At least this time The Mail have misrepresented me, my mother isn’t here to be embarrassed by her Daily Mail reading friends, pitying her for having a son who would do and say all these things, that I didn’t really do or say.
There is no story here, no facts, no names, nothing. Perhaps Jan Moir knows this, and this is why she has appended this Boyle irrelevance to the end of it, and conjured a cabal of McIntyre-hating foul-mouthed left-wing comedians, without actually being able to name a single example of anyone who fits this bill.
And, prior to Frankie Boyle’s joke about Jordan’s son, the last time the public spontaneously moved against someone on the grounds of taste and decency, it was against Jan Moir herself. To paraphrase her own comments on Boyle: ‘You might think there would not be a rock in the country big enough for (Jan Moir) to crawl under and disappear for ever.’ Moir’s piece is diarrhoea. And it’s not even warm.

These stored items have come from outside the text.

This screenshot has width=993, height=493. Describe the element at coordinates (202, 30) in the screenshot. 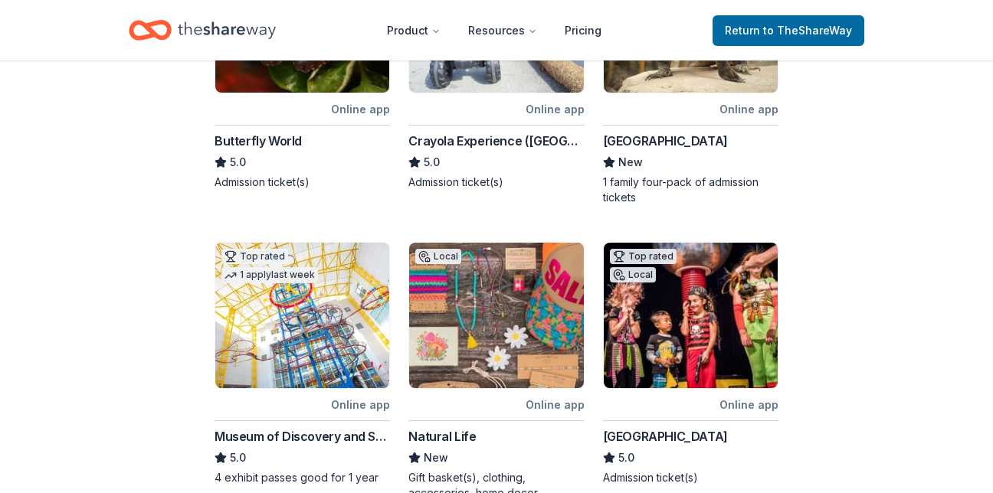

I see `a: Home` at that location.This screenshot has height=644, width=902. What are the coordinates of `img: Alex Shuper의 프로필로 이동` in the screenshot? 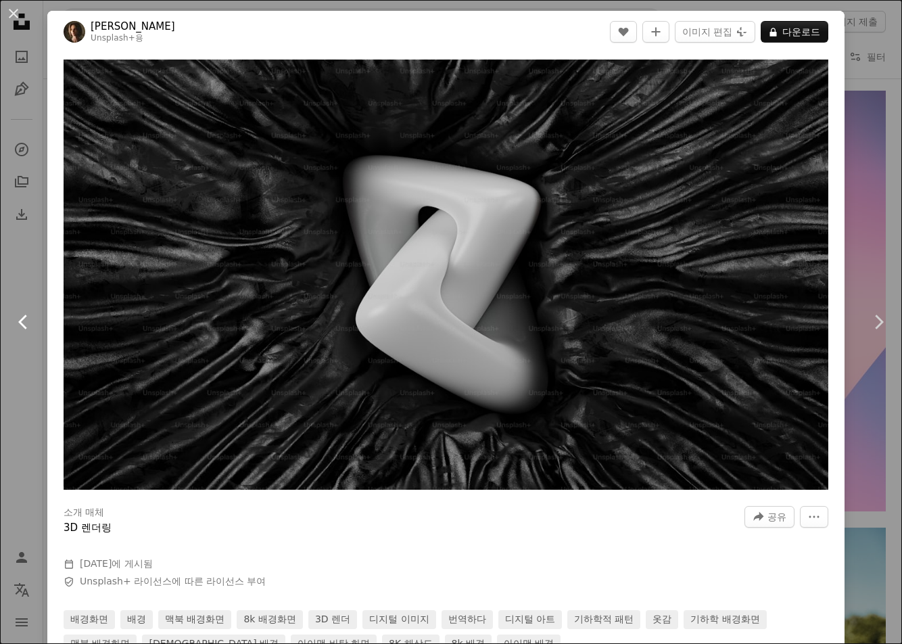 It's located at (74, 32).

The problem with doing jokes about McIntyre is that it’s become a cliché. Everyone’s doing them, and by the time I got to record my Michael McIntyre song for TV in January I was already aware it was dead in the water, though thankfully it was cut short by people walking out bored. To quote Simon Munnery, a greater comedian than anyone mentioned on this page, and one who has never won a British Comedy Award,: ‘When the crowd get behind you you’re probably facing the wrong way.’
But it is necessary for people to be reminded that there is more than one way of doing stand-up, as McIntyre’s observational shtick becomes a gold standard, and young comics think their only chance of success is to get a slot on his roadshow.
I’ve made the point, in a piece for the Independent, that McIntyre’s ubiquity means ‘alternative’ comics do, for the first time since the ’70s, have a clearly visible mainstream to define themselves in opposition to, and this has benefitted me, for example, enormously I think.
But, despite the suggestion that he has been victimised by Frankie Boyle’s imaginary liberal cabal, McIntyre is a very powerful figure. Indeed, I once, mistakenly in retrospect, pretended to be Michael McIntyre and, for a joke, rang up a famous comedian who had made fun of him. The panicked 15- minute apology he gave me before I’d even had a chance to reveal myself spoke volumes about the influence he is perceived as wielding.
The downside of all this nonsense, apart from having to change my phone number and waste a whole morning during Edinburgh preview season writing this righteous blow off, is that I would still really love to do a tour re-interpreting Michael’s routines, but I expect all this makes that dream even less likely to be fulfilled.
On the positive side, my wife worked for The Daily Mail as a researcher in the early Noughties and, as a punishment for this, whenever it runs a stupid made-up story about something I’ve worked on, I make her have sex with me.
So far The Mail has made up stuff about Jerry Springer The Opera and the 41st Best Stand-Up set, and so now we have two beautiful children. A third will soon be on the way. And I will name him Michael. Michael McIntyre Diarrhoea Lee.